Rape gang jailed for 42 years
A gang who plied two teenage girls with alcohol and drugs before they were raped and sexually assaulted have been jailed for a total of 42 years.
The five men – all from Coventry – groomed their victims on Facebook before driving them to locations in the city where they were attacked.
One of the girls regained consciousness while she was being attacked on the back seat of a car.
Waqaar Khan, Kadeem Bourne, Marcus Woolcock, Kenan Kelly and Zahid Chaudhary - whose addresses cannot be published for legal reasons - were found guilty of a total of 18 offences following a six-week trial which ended in December.
All five men appeared for sentencing at Warwick Crown Court today.
The heaviest prison sentence was handed to Khan, 24, who will serve 14-and-a-half years after being found guilty of two counts of trafficking and three of rape.
Bourne, 23, was found guilty of two counts of trafficking, three of rape and one of sexual assault and was jailed for 13-and-a-half-years.

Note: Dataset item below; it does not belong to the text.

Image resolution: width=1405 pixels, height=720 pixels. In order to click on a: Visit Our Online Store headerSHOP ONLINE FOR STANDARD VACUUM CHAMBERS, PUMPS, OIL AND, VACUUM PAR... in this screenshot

The youngest in the group, 18-year-old Kelly, was convicted of two rapes, one sexual assault and one count of trafficking, and was jailed for ten years.
He also pleaded guilty to two counts of possession with intent to supply drugs.

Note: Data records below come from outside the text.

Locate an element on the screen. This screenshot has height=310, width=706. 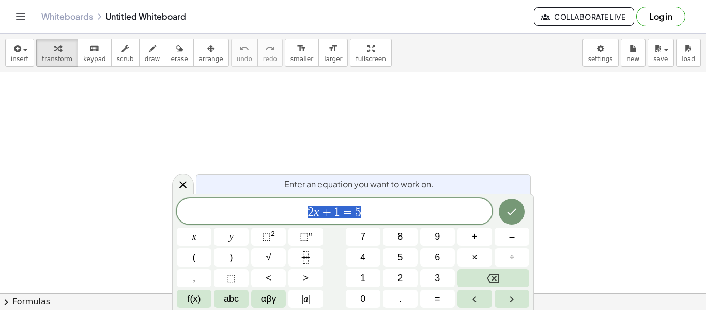
button: Toggle navigation is located at coordinates (21, 17).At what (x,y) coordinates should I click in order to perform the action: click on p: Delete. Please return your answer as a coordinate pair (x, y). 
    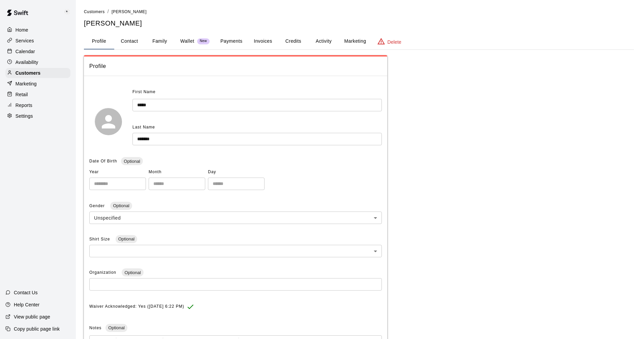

Marcus Woolcock, 22, was sentenced to two-and-a-half years for one count each of trafficking and sexual assault, while Chaudhary was given 18 months for one count of trafficking.
The group were charged in connection with offences against six girls, but were only found guilty of offences relating to two of them.
Judge Sylvia de Bertodano told them: “You five are all here because of what happened between you and two teenage girls.
“You, as older boys and young men, each in different ways, took advantage of the naivety of these teenage girls in order to sexually exploit them.
“You, Waqaar Khan, used the fact that through social media it is easy to get in touch with girls and to exploit their desire to be grown up and rebellious in order to persuade them to get in to cars with you, and to then sexually exploit them when they have no realistic chance to escape.
“All of you played a part in that exploitation that then happened.
“These two girls suffered horrific experiences.”
Judge de Bertodano told the five defendants that they all come from supportive families and they must all have “younger sisters or cousins who you would be horrified for if anyone treated them in the way you treated these girls”.
She added: “Your families have had to sit and listen to what you have been doing which bears no reality at all to the person they have brought up.”
Khan, Bourne and Kelly were all ordered to sign the sex offenders’ register for life, while Woolcock must sign for five years.